Thursday, March 10, 2011

Betrayed stays in the library...

Today I'm sharing a happy(ish) (happy unless a decision comes down to ban the book, of course) situation brought to us by Reba Lean from newsminer.com.  The book in question is Betrayed (P.C. and Kristin Cast), a book about vampires and all that good stuff.  Apparently it's got a few steamy scenes that go a bit far, according to one parent at least.  The book was put under evaluation by the Fairbanks North Star Borough School District a few months ago.  The book is currently still available in all the school libraries within the district.
The committee of parents, teachers and administrators was created by Superintendent Pete Lewis. Its recommendation will be forwarded to him. Lewis will decide by April 1 whether to keep the book in the district’s high school libraries or ban it, according to Assistant Superintendent of Secondary Schools Wayne Gerke.

At the hearing, Ken Spiers, who brought the book complaint forward, spoke for 10 minutes on the reasoning behind his complaint. 
“It simply causes kids to think even more of things sexual,” Spiers wrote in his original complaint about the teenage vampire novel.
Until the decision is brought forward in April, the books are still available to students, and I wouldn't be surprised if the students started taking the books out more often now that there is controversy.  I'm not the biggest fan of vampires in a lot of books, but I can still deal with them.  Most people who read about vampires, though, know that they are sexual figures: they are exotic, erotic, penetrating, etc.  But does that mean they should disappear?  Well, they certainly haven't yet, and if trends in YA literature are anything to go by, they are only becoming more popular with young people.
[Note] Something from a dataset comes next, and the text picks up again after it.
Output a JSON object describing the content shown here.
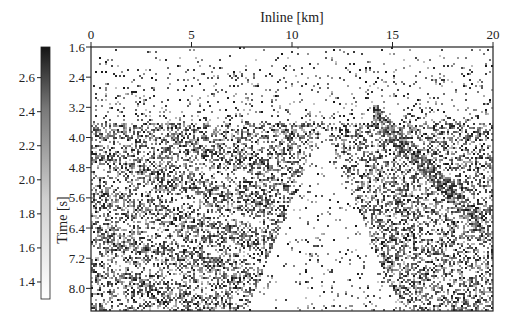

What do you think of Vampires and vampire literature?  Should they be taken off the shelves or re-assigned to a more adult place on the shelf?  Should these sexualized beings be the centre of so many books for young people?

Thanks for listening!

1 comment:

  1. Oh, but I wish my Twilight wiki page were public instead of just for my course... Vampires as a trope I have no problem with; it fascinates me, actually. The eroticising of vampires as attractive sexual partners is, in my opinion, a gross misuse of the trope and the rationale behind horror creatures in the first place. While current changes suggest that the uncanny is less fearful for our society than it used to be, I am not sure that is really true. What does it do to our relationship with our (societal) unconscious to neutralize the horror's narrative efficacy? Or are we, in these texts, just skating that much closer to the edge of the precipice above the uncanny valley?